Mitchell Whitelaw (b.1972) is an academic, writer and maker with interests in digital design and culture, data practices, more-than-human worlds and digital collections. His work has appeared in journals including Leonardo, Digital Creativity, Digital Humanities Quarterly, and Senses and Society. Whitelaw’s work with institutions include the State Library of NSW, the State Library of Queensland, the National Archives and the National Gallery of Australia, where he develops generous interfaces to their digital collections. His current research investigates environmental and biodiversity visualisation, and digital design for a more-than-human world. Mitchell is currently an Associate Professor in the School of Art and Design at the Australian National University.
Through data and code Whitelaw seeks out moments of insight and delight that intensify our engagement with a complex world. With Drifter Whitelaw represents a multilayered portrait of the Murrumbidgee river system, made out of data. By fusing historic images, newspaper articles, scientific observations and digital maps; tens of thousands of data points come together in three ever-changing views – Map, Sifter, and Compositor.
Map traces fragments of the river’s (white) history, from everyday life to large-scale interventions alongside human stories, thousands of scientific observations reveal some of the nonhuman life of the river. Sifter transforms text into texture, drifting through text snippets from newspaper articles discussing the Murrumbidgee and its tributaries, piecing together the names of some of the living things that go unmentioned in these accounts. And, Compositor combines historic images from library and archive collections with contemporary images from fieldwork monitoring the health of the river’s wetland ecology.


> _Problem details_
The answer must be the full data, restated word for word, with no pictures in it.

> _Working data_
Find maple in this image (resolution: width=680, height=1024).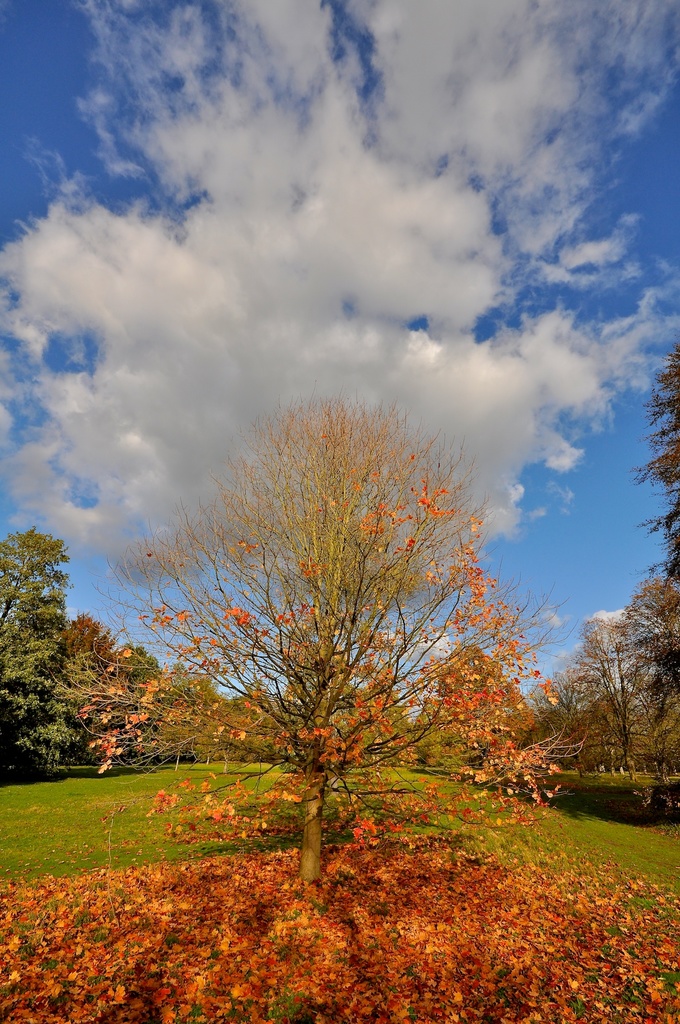
detection(67, 396, 590, 892).
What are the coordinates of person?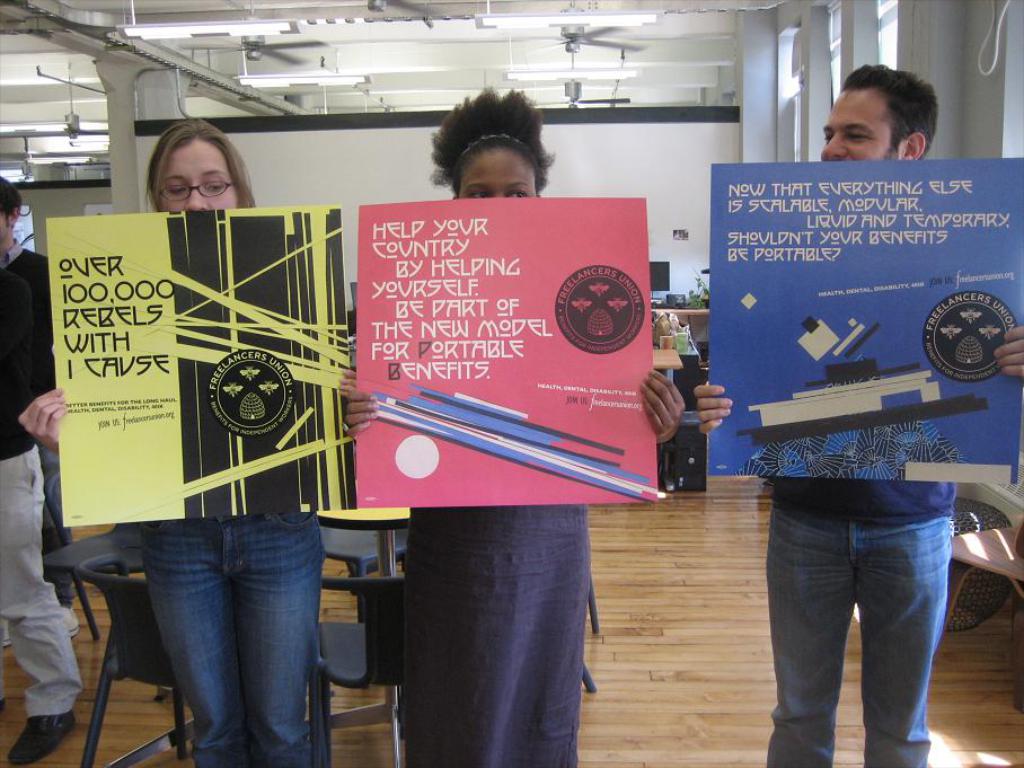
23/117/356/767.
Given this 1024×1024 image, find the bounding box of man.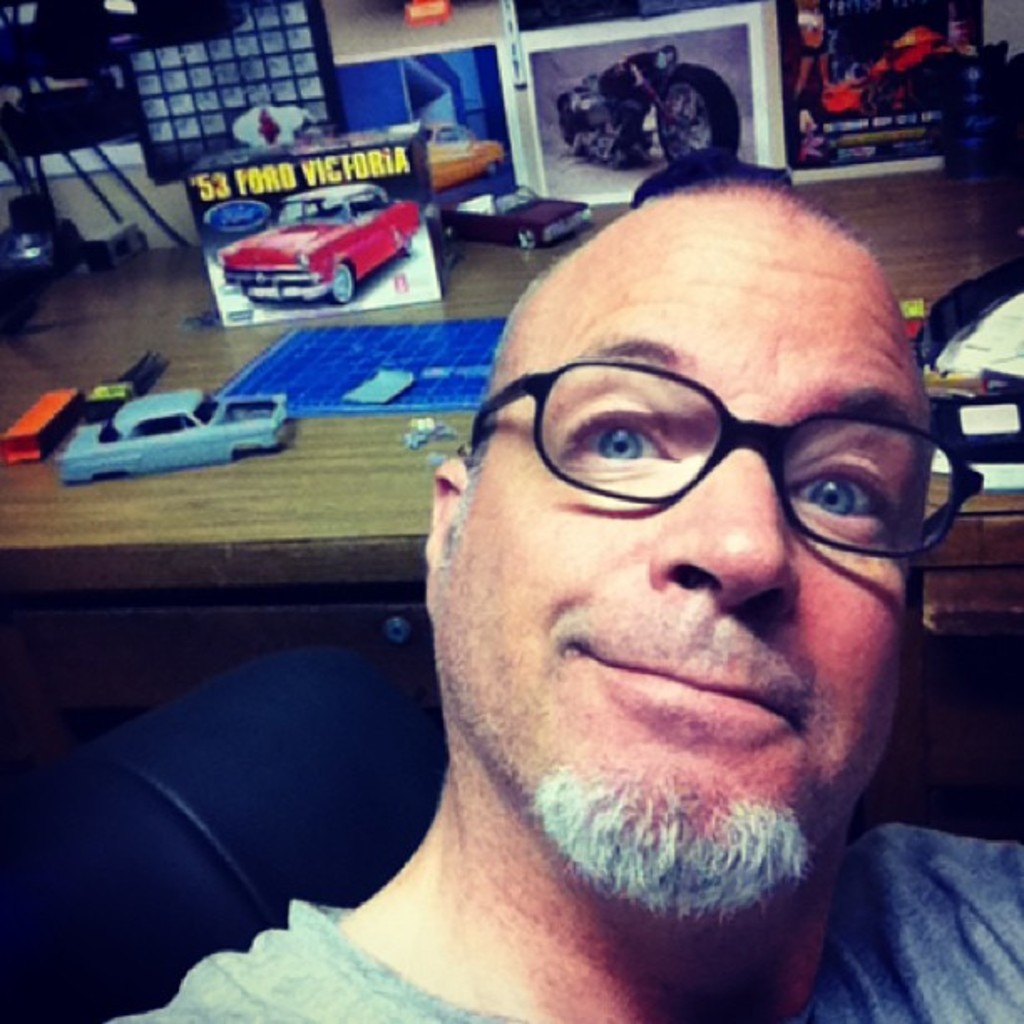
select_region(201, 136, 1023, 1023).
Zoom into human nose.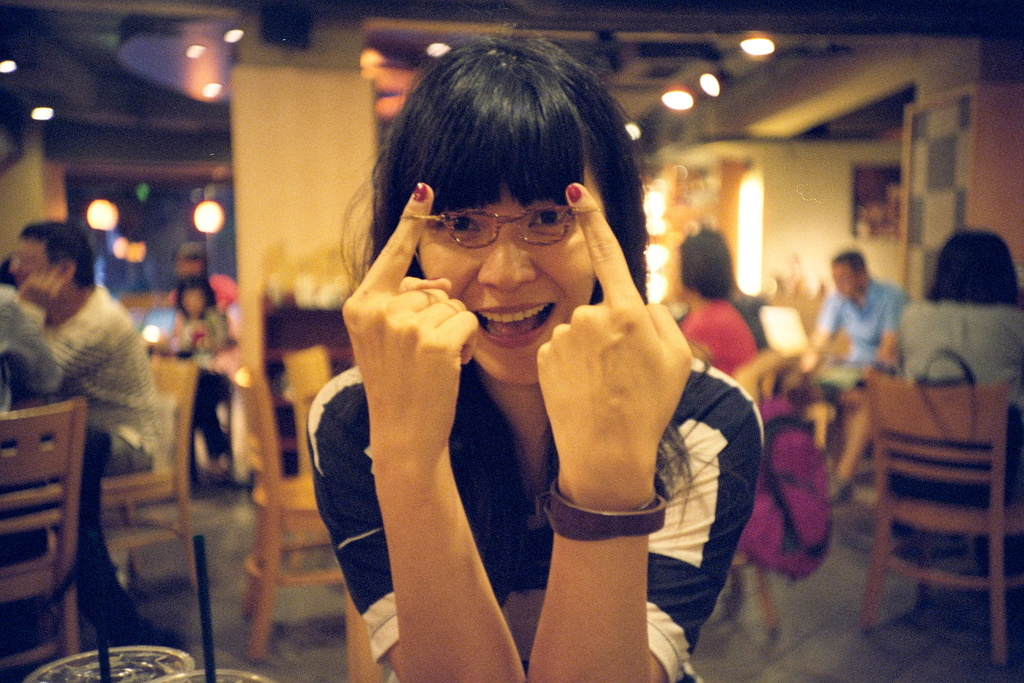
Zoom target: x1=474 y1=223 x2=534 y2=294.
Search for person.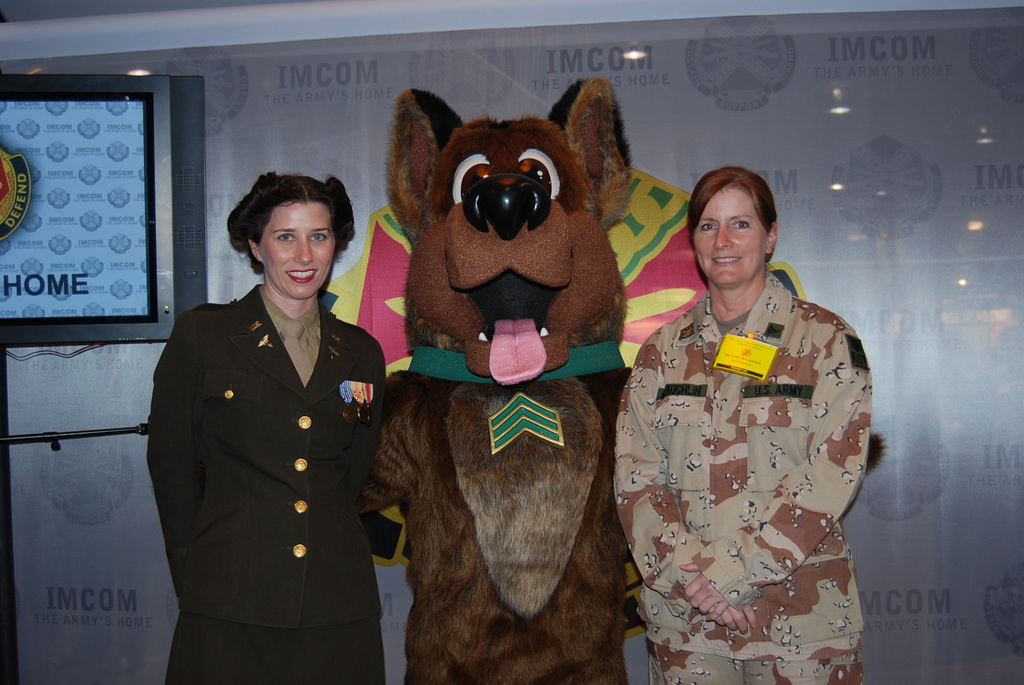
Found at box(610, 175, 883, 681).
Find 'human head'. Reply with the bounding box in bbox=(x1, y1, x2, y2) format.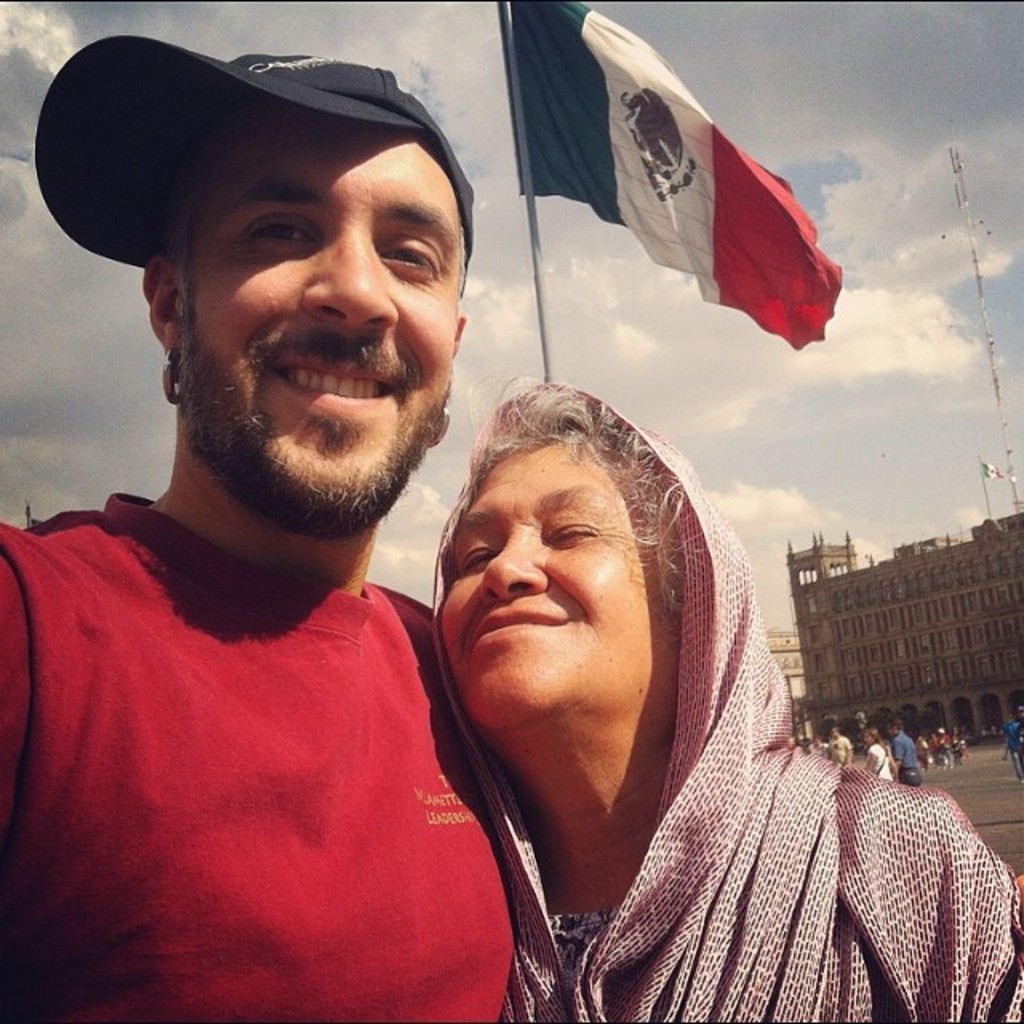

> _Finished task_
Find maple in this image (resolution: width=680, height=1024).
detection(67, 396, 590, 892).
What are the coordinates of person?
23/117/356/767.
Given this 1024×1024 image, find the bounding box of man.
select_region(201, 136, 1023, 1023).
Zoom into human nose.
Zoom target: x1=474 y1=223 x2=534 y2=294.
Search for person.
Found at box(610, 175, 883, 681).
Find 'human head'. Reply with the bounding box in bbox=(x1, y1, x2, y2) format.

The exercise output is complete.